The PV computation requires two pieces of information: The future payment amount and the discount rate we discussed earlier (the minimum rate you'd need to earn in order to make some other investment than a CD).

To compute the present value, we "discount" the dollars received a year from now by the discount rate. (Aha! That's why it's called the discount rate!) The formula for a single-period (in our example, a one-year investment) is:

Future $ / (1 + discount rate)

Let's look at the PV of each investment option. If you invest in the CD, the present value of your investment is:

$1,030 / (1 + .03) = $1,030 / 1.03 = $1,000

This may seem kind of silly. After all, if you have $1,000 to invest in a CD, the value of your $1,000 today is $1,000. I'll grant you that.

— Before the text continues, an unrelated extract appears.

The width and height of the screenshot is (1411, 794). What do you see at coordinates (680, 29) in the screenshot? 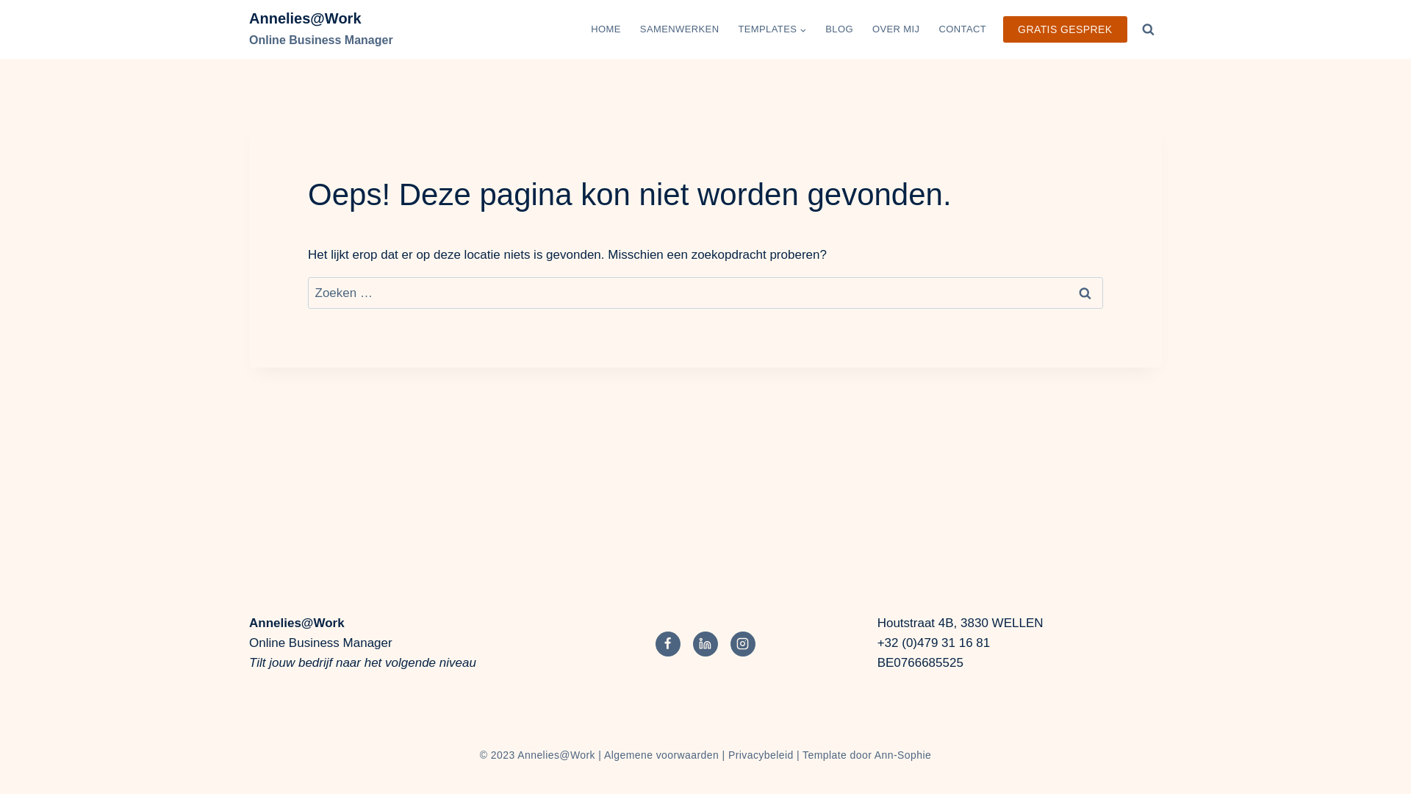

Using the same formula, we calculate the present value of my loan payment to you:

$1,040 / (1 + .03) = $1,040 / 1.03 = $1,009.71

This also makes sense when you think of it this way: If you invest $1,009.71 (the present value) at 3 percent (the discount rate), you'll have $1,040 (the future payment) a year from now. Thus, the present value of my $1,040 payment is $1,009.71. That's how much my loan repayment is worth to you today.

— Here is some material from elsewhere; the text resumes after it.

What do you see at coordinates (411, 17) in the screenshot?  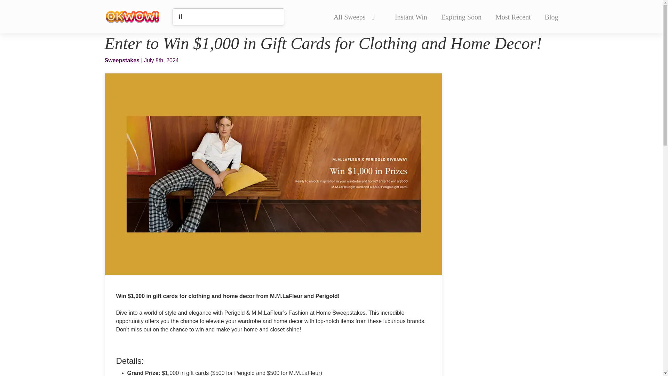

PV answers the question: How much would I have to invest at the discount rate in order to earn the future payment? In this case, you would have to invest $1,009.71 at 3 percent to get $1,040.

You'll often hear the present value amount described as being in "today's dollars." Thus, my loan payment is worth (has a present value of) $1,009.71 in today's dollars.

So now that you have these two present values, what do you do with them? Just answer one easy (whew!) question: Which would you rather have today: $1,000 or $1,009.71? You don't care what the interest rate is, or how much you'll have a year from now. The question is simply this: Looking at the investment using today's dollars, which investment offers you the most money today? Because $1,009.71 (the present value of my loan) is more than $1,000 (the present value of a CD), you'll still be inclined to loan me the money.

Here's yet one more way to think of the choice: In order to get the same amount ($1,040) a year from now, you'd have to invest $1,009.71. But you only have $1,000. Therefore, I'm offering you the payback that you'd need $1,009.71 to get. You invest $1,000 but get the benefit as though it were $1,009.71 invested in a CD. Thus, you'll be ahead of the game if you make me the loan.

#4: The Net Present Value
Net present value (NPV) is a variation of the present value, so if you understand PV, NPV is pretty simple. To calculate the NPV, calculate the present value of future payments, then subtract investments. If the result is positive, the investment should be considered. If it's negative, you'll want to pass.

In our case, there's just one future payment (when I pay off the loan), and the investment is the $1,000 that you loan me.

The NPV of the loan is the present value of my payment less your initial investment:

PV($1,040) - $1,000
or
$1,009.71 - $1,000.00 = $9.71

Because the loan has a positive NPV, the investment is worth your consideration. You'll make $9.71 more from my loan (measured in today's dollars) than you'd make from investing in a CD.

Bottom Line
PV and NPV are the financial standards, and are especially preferred when calculating the costs and benefits of multi-year projects. In fact, PV and NPV are critical when investments (project expenses) occur during various times along a project's course, and paybacks (benefits) may be spread over several years.